Worker first, then Settler strategy

ÆnigmÆffect said:
I tried this strat again on an old game (a 4000bc save that, the first time around, I won via culture), and strangely, it seemed the AI kept up with my expansion rate somewhat. And not getting early religions early probably would've hurt my culture later on (I just played a few turns to check the strat out).

You make an important point here - to test a strategy against another one needs to use the same map, starting position, difficulty, etc, and ideally one will need to play a significant part of the game to judge the result. Naturally, a different map or different traits or different starting position will decorrelate the results with previous tests. This leads to the second important point - one has to be flexible in strategy. One needs to learn how to identify the strengths and weaknesses of the situation and play accordingly. This is why I believe that although the strategies presented here are interesting and worth studying further, it's more satisfying to make decisions based on the situation rather than according to some dogma.

This is, of course, natural and I doubt anyone disagrees with me on this point - but it is important to remember that hundreds of years of scientific effort has clearly shown a hypothesis must be proven using repeatable and controlled experiments. It would take a lot of time and effort to do this properly.

As for me? I'd rather just kill some axemen :D
 
I've perused the thread, and may have missed an answer to this question...sorry if this has been covered...and that it is only peripherally related...but I don't think it warrants its own thread...

I seem to spend a lot of early turns (like maybe through the first 30 - so through a Barracks and a settler build, for instance) with a warrior or scout exploring on autoexplore and otherwise wasting turns waiting for a city to build stuff. Am I too ambitious with what I try to build early (i.e. should I opt for things with shorter build times), or is this just something we all have to deal with early on?

I often have the feeling my time isn't being used as wisely as it could be.
 
There isn't much to do other than explore. If your warrior/scouts are on auto, then you'll pretty much just be hitting "end turn" while you wait for something to finish.

When you get a worker, you'll get some super hot action going on. Unless you auto him too.
 
Yeah, that's what I figured. It's just something that's bugged me since Civ II and I wondered if people have come up with ways to maximize the usefulness of those first few turns.
 
Puppeteer said:
I kind of like this idea. I don't think I'd do it to 4 cities or send the settler out without so much as a scout, but I think I'll try a variation:

Worker, settler, (w/bronze working, and as remconius pointed out in another thread you start with +8c from the palace), but send the warrior or scout to make sure the path to found the city is safe before sending the settler. (Done ahead of time, of course, so the settler starts moving as soon as he's made.)

I'll have to experiment to see if I want do repeat to make city#3. As long as the only barbs are animals this should be okay. But I want little or no overlap of city radii.

I've moved from Noble to Monarch since that post. My above strategy has evolved to go for high food--farming for wheat or animal husbandry for pigs, grass cows or even fishing and a workboat for costal food bonuses--instead of BW if it's available as the techs are cheap and food builds settlers quite fast. I take the starting warrior/scout and scout a circle around my captial to spot the 2nd city site, have him wait in a place that unfogs all tiles that can threaten my settler's path so the settler can move safely at high speed to its spot when it's ready. I only do this as long as human barbs aren't around.

However, the animal barbs have been eating my lunch lately on Monarch, and I keep having to pause the settler build to make a replacement military escort, and meanwhile there is a barb healing usually right where I want to put my city. So I need to adjust my strategy for more early military. The human barbs are tougher, too; I think my early games had close neighbors and therefore fewer barbs, but lately I seem to have empty barb-breeding peninsulas nearby and single units are killed off. I'm not sure yet if I want to build military before or after the worker or when I want barracks. I'll be experimenting.
 
I've found the chop/expand works pretty well on Monarch until I get barb or AI rushed. When your "well defended" cities have a couple archers and a warrior in them and the barbs roll up with Axemen or Genghis comes in with his freakin horse archers, there's not a lot you can do.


The answer must consist of every record, printed exactly as it stands.

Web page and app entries
Segment Open

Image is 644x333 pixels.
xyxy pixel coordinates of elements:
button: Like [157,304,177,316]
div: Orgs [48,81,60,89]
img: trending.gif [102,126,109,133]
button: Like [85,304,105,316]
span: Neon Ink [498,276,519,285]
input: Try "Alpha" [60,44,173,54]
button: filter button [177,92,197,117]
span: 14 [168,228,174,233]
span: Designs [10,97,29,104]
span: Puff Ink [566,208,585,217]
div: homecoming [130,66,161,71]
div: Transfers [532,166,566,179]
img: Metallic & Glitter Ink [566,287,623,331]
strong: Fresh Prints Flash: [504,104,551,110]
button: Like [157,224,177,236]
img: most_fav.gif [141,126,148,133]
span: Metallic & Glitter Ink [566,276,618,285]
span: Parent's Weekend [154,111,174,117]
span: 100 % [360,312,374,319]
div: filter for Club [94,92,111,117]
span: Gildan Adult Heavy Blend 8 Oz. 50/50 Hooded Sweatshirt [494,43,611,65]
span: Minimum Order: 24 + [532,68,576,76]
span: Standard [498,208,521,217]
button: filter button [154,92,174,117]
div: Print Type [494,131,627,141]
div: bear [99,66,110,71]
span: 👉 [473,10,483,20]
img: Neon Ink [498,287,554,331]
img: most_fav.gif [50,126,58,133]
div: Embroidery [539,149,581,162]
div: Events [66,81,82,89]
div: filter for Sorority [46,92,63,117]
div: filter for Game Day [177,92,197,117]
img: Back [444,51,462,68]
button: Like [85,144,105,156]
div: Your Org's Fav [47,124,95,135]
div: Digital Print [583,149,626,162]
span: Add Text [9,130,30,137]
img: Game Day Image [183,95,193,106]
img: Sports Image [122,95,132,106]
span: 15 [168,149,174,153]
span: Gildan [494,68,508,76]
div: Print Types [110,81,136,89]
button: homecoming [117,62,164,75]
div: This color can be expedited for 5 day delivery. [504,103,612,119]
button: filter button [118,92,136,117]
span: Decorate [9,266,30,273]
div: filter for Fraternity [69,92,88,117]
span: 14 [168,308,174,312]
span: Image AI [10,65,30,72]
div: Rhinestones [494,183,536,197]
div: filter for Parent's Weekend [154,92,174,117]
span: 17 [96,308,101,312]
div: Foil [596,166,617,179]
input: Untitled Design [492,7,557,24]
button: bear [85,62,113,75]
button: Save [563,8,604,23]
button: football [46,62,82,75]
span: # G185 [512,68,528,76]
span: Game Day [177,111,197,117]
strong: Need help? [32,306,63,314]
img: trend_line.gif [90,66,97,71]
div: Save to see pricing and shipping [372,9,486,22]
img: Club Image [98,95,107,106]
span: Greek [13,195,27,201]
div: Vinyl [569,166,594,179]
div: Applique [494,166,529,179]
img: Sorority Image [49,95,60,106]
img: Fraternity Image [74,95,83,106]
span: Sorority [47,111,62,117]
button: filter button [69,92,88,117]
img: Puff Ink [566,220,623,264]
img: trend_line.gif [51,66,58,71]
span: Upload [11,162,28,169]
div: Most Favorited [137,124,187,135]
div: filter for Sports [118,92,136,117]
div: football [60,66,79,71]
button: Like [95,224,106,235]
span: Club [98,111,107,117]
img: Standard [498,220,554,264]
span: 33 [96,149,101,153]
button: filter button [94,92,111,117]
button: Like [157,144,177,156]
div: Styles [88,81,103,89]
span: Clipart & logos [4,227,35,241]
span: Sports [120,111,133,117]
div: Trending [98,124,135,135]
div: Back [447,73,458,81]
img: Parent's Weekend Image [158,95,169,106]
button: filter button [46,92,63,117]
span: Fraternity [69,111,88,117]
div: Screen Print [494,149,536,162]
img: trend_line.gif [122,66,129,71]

Segment Closed

== Task response ==
Image is 644x333 pixels.
xyxy pixel coordinates of elements:
button: Like [157,304,177,316]
div: Orgs [48,81,60,89]
img: trending.gif [102,126,109,133]
button: Like [85,304,105,316]
span: Neon Ink [498,276,519,285]
input: Try "Alpha" [60,44,173,54]
button: filter button [177,92,197,117]
span: 14 [168,228,174,233]
span: Designs [10,97,29,104]
span: Puff Ink [566,208,585,217]
div: homecoming [130,66,161,71]
div: Transfers [532,166,566,179]
img: Metallic & Glitter Ink [566,287,623,331]
strong: Fresh Prints Flash: [504,104,551,110]
button: Like [157,224,177,236]
img: most_fav.gif [141,126,148,133]
span: Metallic & Glitter Ink [566,276,618,285]
span: Parent's Weekend [154,111,174,117]
span: 100 % [360,312,374,319]
div: filter for Club [94,92,111,117]
span: Gildan Adult Heavy Blend 8 Oz. 50/50 Hooded Sweatshirt [494,43,611,65]
span: Minimum Order: 24 + [532,68,576,76]
span: Standard [498,208,521,217]
button: filter button [154,92,174,117]
div: Print Type [494,131,627,141]
div: bear [99,66,110,71]
span: 👉 [473,10,483,20]
img: Neon Ink [498,287,554,331]
img: most_fav.gif [50,126,58,133]
div: Embroidery [539,149,581,162]
div: Events [66,81,82,89]
div: filter for Sorority [46,92,63,117]
div: filter for Game Day [177,92,197,117]
img: Back [444,51,462,68]
button: Like [85,144,105,156]
div: Your Org's Fav [47,124,95,135]
div: Digital Print [583,149,626,162]
span: Add Text [9,130,30,137]
img: Game Day Image [183,95,193,106]
img: Sports Image [122,95,132,106]
span: 15 [168,149,174,153]
span: Gildan [494,68,508,76]
div: Print Types [110,81,136,89]
button: homecoming [117,62,164,75]
div: This color can be expedited for 5 day delivery. [504,103,612,119]
button: filter button [118,92,136,117]
span: Decorate [9,266,30,273]
div: filter for Fraternity [69,92,88,117]
span: 14 [168,308,174,312]
span: Image AI [10,65,30,72]
div: Rhinestones [494,183,536,197]
div: filter for Parent's Weekend [154,92,174,117]
span: 17 [96,308,101,312]
div: Foil [596,166,617,179]
input: Untitled Design [492,7,557,24]
button: bear [85,62,113,75]
button: Save [563,8,604,23]
button: football [46,62,82,75]
span: # G185 [512,68,528,76]
span: Game Day [177,111,197,117]
strong: Need help? [32,306,63,314]
img: trend_line.gif [90,66,97,71]
div: Save to see pricing and shipping [372,9,486,22]
img: Club Image [98,95,107,106]
span: Greek [13,195,27,201]
div: Vinyl [569,166,594,179]
div: Applique [494,166,529,179]
img: Sorority Image [49,95,60,106]
img: Fraternity Image [74,95,83,106]
span: Sorority [47,111,62,117]
button: filter button [69,92,88,117]
img: Puff Ink [566,220,623,264]
img: trend_line.gif [51,66,58,71]
span: Upload [11,162,28,169]
div: Most Favorited [137,124,187,135]
div: filter for Sports [118,92,136,117]
div: football [60,66,79,71]
button: Like [95,224,106,235]
span: Club [98,111,107,117]
img: Standard [498,220,554,264]
span: 33 [96,149,101,153]
button: filter button [94,92,111,117]
button: Like [157,144,177,156]
div: Styles [88,81,103,89]
span: Clipart & logos [4,227,35,241]
span: Sports [120,111,133,117]
div: Trending [98,124,135,135]
div: Back [447,73,458,81]
img: Parent's Weekend Image [158,95,169,106]
button: filter button [46,92,63,117]
span: Fraternity [69,111,88,117]
div: Screen Print [494,149,536,162]
img: trend_line.gif [122,66,129,71]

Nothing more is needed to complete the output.